Seven Days of 1961: As civil rights movement intensified, these battles made the biggest difference

USA TODAY's “Seven Days of 1961” project is now an e-book available to registered users and subscribers.

The "Seven Days of 1961" series spotlights seven pivotal protests that fueled the civil rights movement and helped end legal segregation and extend voting rights to millions of Black Americans. It features stories from the last generation of civil rights-era veterans in graphic novels, a podcast series, live events, an augmented reality series, video and more.

The e-book includes many stories from the project, as well as exclusive behind-the-scenes stories from the journalists who traveled across the nation to meet with veterans at the locations where they protested in 1961. The book is available to download for free for subscribers on Kindle, Apple, Nook, Kobo and Google. A USA TODAY subscription costs $1 a week for the first year. You can learn more about subscribing here. The book can also be downloaded for free for anyone who becomes a registered user.

The "Seven Days of 1961" book is dedicated to civil rights activists "who fought for freedom and made our nation greater."

USA TODAY's "Seven Days of 1961" e-book is available to subscribers and registered users.
USA TODAY's "Seven Days of 1961" e-book is available to subscribers and registered users.

Reporter Deborah Barfield Berry conceived the project as a means to collect stories from veterans while they were still able to share them. She traveled to Mississippi in August 2021 to learn more about Tougaloo College students who put themselves and their families at risk to integrate a local library.

"It’s one thing to write about these historic places. It’s another to stand in front of them – with activists who were there when history was made," Berry recalled in the book.

As the project's main photographer and videographer, visual journalist Jasper Colt was the only journalist to travel to each of the protest sites highlighted in the series.

"Meeting the many veterans and visiting the sites of their experiences was surreal for me," he writes in the book. "As a student of civil rights history, it felt like we were capturing essential histories of the era that might otherwise go untold."

Other stories in the project explained how some civil rights battles have yet to be fully resolved, with stories on how barriers still exist for Black and other voters of color; how law enforcement is sometimes still used to suppress protests; and how institutions of power still push back against protest movements.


*WORK TO COMPLETE*
Below are the records; copy each line in which "cell" occurs.

»»

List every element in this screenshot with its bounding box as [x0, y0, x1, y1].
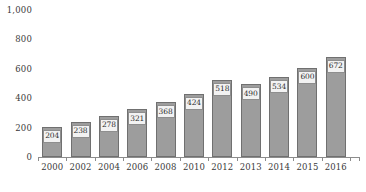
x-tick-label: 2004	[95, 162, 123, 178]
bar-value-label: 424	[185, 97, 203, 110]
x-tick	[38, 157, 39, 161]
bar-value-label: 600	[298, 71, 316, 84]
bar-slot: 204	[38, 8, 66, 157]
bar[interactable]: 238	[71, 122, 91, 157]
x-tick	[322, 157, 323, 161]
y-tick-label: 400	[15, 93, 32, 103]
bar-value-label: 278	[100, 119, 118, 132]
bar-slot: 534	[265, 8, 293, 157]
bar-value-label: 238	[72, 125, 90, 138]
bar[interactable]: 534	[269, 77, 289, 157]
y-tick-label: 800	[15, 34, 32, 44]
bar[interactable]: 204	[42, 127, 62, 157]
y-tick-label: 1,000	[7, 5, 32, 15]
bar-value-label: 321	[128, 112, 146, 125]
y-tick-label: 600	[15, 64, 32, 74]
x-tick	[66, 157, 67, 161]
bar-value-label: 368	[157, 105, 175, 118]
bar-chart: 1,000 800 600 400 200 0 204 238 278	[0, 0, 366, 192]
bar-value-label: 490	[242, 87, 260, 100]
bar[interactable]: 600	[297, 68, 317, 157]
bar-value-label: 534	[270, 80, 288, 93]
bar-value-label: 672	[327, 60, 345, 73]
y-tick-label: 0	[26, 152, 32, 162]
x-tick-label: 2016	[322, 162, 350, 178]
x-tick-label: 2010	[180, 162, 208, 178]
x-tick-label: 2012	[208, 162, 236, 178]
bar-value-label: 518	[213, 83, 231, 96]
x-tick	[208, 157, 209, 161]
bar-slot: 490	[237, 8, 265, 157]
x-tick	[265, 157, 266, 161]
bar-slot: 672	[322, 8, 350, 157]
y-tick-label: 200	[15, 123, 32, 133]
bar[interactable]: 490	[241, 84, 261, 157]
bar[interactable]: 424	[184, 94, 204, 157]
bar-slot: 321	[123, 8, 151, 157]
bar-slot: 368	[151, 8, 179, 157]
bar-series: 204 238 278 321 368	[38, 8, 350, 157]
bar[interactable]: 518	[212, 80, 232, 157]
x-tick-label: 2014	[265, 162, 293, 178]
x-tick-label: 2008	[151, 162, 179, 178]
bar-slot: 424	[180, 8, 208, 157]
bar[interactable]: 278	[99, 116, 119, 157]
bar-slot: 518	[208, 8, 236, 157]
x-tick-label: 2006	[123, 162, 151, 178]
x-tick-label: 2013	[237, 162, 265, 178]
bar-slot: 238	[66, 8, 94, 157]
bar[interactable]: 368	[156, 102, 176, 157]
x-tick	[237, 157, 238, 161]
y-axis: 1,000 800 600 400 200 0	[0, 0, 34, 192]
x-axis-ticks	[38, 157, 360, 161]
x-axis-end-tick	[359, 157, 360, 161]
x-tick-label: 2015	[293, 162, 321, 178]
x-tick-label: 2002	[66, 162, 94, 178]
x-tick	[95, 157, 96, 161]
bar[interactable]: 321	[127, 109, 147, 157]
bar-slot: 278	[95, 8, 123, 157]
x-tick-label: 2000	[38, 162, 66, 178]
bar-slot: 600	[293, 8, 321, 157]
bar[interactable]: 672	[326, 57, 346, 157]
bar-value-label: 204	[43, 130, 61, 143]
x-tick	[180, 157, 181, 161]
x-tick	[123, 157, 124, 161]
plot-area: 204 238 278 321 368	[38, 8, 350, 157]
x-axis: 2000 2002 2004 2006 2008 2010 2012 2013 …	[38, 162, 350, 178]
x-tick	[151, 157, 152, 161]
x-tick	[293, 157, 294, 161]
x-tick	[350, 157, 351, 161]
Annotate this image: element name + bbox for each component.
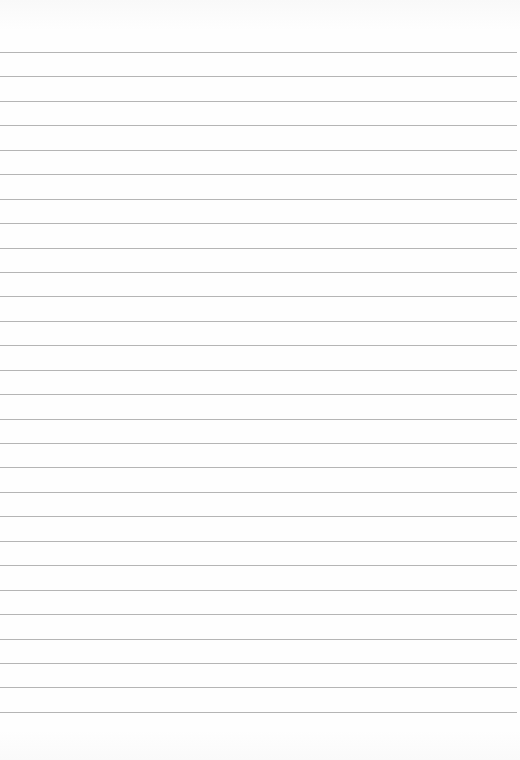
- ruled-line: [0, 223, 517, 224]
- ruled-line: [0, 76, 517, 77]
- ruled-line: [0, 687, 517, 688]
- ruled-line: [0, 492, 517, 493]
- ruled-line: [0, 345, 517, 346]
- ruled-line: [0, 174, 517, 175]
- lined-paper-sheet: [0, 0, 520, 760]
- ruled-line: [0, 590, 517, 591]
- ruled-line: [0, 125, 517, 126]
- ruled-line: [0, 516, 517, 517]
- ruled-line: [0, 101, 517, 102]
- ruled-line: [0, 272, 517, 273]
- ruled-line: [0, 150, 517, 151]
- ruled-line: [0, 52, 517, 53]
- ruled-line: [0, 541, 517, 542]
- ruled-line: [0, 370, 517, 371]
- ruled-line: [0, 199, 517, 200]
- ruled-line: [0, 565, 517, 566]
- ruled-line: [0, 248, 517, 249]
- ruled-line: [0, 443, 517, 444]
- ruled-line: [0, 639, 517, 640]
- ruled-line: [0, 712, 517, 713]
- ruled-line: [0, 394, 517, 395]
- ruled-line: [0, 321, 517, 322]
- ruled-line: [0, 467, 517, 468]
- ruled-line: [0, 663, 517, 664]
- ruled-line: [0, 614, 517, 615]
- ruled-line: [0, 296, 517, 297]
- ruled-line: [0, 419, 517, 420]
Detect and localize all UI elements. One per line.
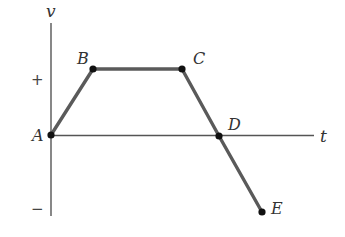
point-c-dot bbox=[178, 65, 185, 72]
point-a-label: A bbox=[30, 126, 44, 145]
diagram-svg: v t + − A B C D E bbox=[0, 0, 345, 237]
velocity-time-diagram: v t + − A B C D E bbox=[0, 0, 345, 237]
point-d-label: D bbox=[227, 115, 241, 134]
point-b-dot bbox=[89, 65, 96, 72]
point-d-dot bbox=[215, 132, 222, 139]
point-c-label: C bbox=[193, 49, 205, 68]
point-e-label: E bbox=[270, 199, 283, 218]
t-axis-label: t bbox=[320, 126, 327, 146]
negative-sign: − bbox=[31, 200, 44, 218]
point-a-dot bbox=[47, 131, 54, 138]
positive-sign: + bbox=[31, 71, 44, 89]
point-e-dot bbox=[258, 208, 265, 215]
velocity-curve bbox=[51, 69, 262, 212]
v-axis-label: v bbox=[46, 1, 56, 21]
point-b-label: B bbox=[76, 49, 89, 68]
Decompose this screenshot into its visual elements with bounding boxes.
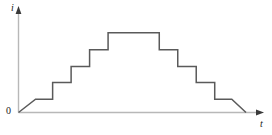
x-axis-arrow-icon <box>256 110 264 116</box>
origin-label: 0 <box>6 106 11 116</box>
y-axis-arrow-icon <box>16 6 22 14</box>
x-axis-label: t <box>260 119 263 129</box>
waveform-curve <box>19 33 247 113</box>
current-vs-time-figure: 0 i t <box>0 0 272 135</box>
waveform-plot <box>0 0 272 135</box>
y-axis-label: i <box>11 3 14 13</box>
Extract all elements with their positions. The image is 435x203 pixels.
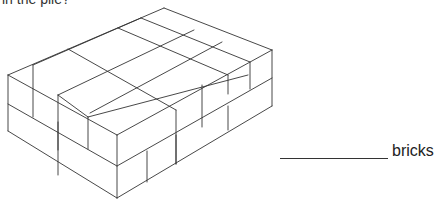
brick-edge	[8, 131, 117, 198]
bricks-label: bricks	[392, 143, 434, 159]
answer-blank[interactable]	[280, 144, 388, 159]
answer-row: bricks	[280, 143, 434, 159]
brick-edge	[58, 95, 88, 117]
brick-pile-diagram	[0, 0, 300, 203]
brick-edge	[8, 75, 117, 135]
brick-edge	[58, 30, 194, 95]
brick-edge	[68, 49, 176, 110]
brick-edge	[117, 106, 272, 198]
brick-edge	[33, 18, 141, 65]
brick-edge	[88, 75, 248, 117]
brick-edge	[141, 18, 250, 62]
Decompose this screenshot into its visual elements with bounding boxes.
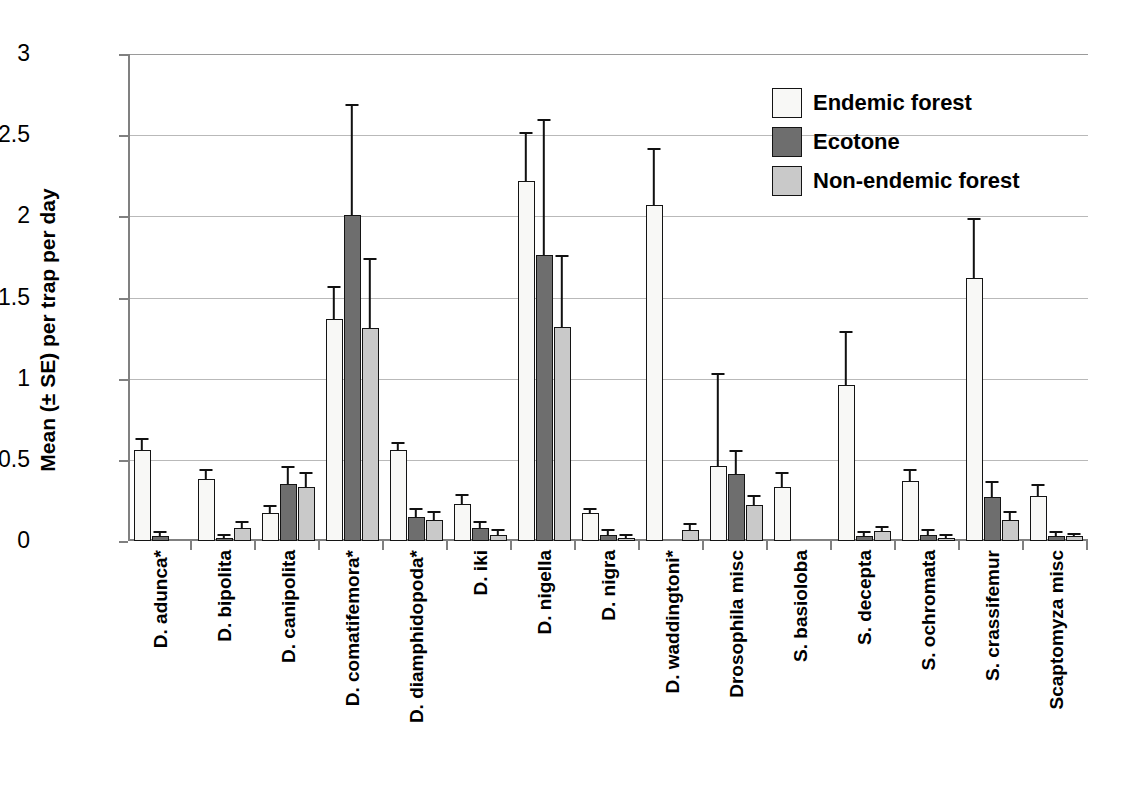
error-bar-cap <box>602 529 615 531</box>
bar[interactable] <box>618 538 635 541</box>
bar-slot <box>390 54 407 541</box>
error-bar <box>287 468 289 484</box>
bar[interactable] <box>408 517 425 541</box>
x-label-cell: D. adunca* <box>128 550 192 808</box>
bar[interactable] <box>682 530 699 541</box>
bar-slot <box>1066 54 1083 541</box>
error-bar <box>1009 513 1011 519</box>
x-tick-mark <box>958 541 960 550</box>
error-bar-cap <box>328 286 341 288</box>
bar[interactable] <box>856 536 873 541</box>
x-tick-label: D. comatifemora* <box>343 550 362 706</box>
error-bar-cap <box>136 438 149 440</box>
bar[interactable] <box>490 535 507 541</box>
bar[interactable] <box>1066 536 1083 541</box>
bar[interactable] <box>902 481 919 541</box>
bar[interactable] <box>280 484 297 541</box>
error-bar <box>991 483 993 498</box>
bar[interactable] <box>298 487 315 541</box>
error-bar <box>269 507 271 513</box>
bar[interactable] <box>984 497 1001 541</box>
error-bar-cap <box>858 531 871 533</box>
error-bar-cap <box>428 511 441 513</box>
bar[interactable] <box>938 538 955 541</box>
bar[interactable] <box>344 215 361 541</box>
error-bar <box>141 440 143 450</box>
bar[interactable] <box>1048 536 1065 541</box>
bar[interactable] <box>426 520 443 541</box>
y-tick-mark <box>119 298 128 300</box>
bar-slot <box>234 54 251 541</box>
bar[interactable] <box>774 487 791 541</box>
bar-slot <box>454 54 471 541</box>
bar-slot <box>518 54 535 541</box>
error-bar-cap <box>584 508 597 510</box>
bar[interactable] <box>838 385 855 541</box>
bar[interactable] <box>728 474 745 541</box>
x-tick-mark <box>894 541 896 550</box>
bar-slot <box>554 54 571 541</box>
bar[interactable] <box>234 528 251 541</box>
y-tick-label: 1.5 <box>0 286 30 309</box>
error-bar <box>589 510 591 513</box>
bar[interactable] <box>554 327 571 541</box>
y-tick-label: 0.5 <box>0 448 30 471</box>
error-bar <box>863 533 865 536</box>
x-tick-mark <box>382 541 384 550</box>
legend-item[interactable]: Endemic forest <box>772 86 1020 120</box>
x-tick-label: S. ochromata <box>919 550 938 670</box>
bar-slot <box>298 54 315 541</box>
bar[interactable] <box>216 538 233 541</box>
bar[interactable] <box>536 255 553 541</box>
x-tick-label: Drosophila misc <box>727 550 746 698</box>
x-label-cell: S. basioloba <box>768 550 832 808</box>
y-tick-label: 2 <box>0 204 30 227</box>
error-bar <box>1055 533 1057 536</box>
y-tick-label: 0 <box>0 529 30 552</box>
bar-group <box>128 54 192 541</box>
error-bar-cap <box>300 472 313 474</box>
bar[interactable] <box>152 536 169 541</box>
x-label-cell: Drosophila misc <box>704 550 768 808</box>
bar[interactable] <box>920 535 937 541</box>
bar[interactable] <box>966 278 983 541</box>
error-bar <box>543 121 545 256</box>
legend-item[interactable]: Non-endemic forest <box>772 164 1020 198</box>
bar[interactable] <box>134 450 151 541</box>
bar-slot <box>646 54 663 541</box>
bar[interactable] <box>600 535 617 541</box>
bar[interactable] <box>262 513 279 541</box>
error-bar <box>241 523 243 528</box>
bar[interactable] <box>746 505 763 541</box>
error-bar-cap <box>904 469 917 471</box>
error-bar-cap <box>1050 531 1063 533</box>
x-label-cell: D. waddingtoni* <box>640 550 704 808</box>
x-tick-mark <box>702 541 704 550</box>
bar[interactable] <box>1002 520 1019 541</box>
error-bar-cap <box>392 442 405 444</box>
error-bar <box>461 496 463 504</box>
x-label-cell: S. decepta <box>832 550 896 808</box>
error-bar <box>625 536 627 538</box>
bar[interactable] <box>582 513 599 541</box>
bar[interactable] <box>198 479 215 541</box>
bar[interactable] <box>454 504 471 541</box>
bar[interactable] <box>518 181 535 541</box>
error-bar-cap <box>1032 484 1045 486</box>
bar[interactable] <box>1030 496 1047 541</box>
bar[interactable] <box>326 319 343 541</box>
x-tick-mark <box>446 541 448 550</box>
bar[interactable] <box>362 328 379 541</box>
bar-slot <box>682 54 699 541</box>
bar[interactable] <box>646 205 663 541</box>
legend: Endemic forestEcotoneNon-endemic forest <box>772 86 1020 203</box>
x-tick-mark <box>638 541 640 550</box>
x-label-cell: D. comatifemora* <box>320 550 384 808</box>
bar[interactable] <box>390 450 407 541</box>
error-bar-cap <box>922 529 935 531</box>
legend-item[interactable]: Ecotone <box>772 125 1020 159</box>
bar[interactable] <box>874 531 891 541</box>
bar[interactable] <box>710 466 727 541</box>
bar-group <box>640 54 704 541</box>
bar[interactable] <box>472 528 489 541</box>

««

*RESPONSE AREA*
x-label-cell: D. adunca* <box>128 550 192 808</box>
x-label-cell: S. basioloba <box>768 550 832 808</box>
x-label-cell: Drosophila misc <box>704 550 768 808</box>
x-label-cell: D. waddingtoni* <box>640 550 704 808</box>
x-label-cell: S. decepta <box>832 550 896 808</box>
x-label-cell: D. comatifemora* <box>320 550 384 808</box>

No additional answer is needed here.